Archaeology | Visiting Speaker: Piphal Heng (UCLA)

Date: 

Thursday, February 22, 2024, 3:00pm to 4:30pm

Location: 

Tozzer 203

“An Archaeology of Early Modern Transition in Southeast Asia: Social Transformation in Angkor (13th-17th century)”

 

Dr. Piphal Heng

Post-Doctoral Scholar, UCLA Program for Early Modern Southeast Asia (PEMSEA) and Cotsen Institute of Archaeology

 

ABSTRACT: Southeast Asia underwent a series of significant transformations during the Early Modern transition (13th-17th century CE). These included an intensified maritime trade network that later brought European colonialism to its shores, social and political transformations associated with religious change (Theravada Buddhism, Islam, and Christianity), and a southward shift of political centers.
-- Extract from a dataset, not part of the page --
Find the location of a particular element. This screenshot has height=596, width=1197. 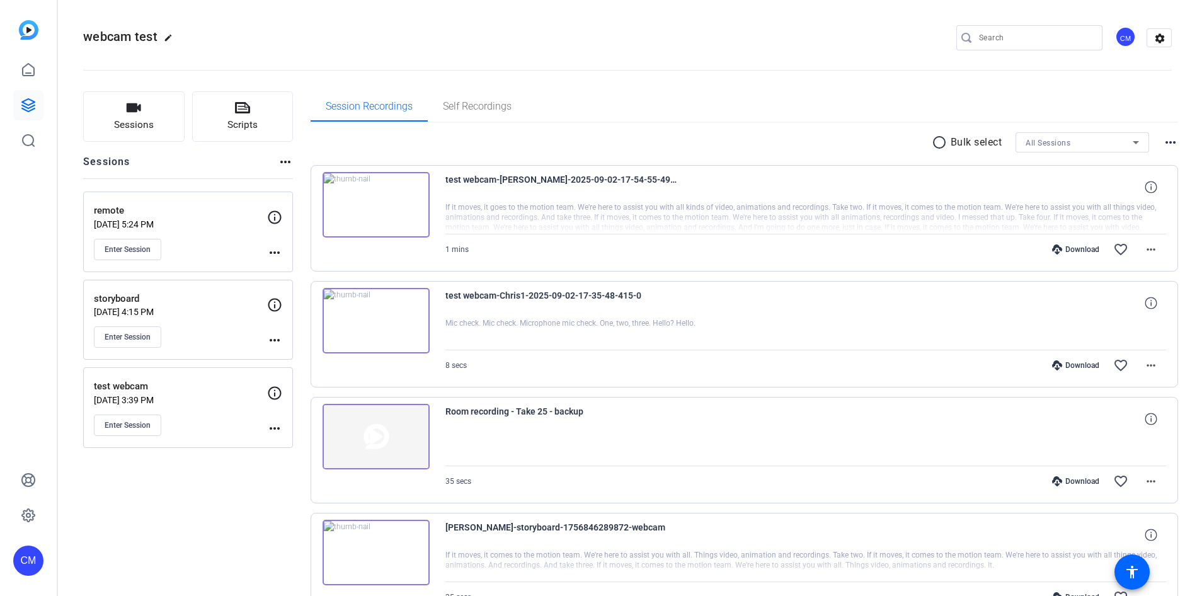

span: 8 secs is located at coordinates (456, 365).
In Cambodia, these transformations included the adoption of Theravada Buddhism and the political collapse of Angkor (9th-15th century CE), the largest premodern state in Southeast Asia. How did these polity-scale changes affect local communities in Angkor? This talk examines this transition by looking at recent archaeological evidence from both urban and rural communities in Angkor.

 

Sponsored by the Harvard Asian Archaeology Seminar and the Harvard Asia Center.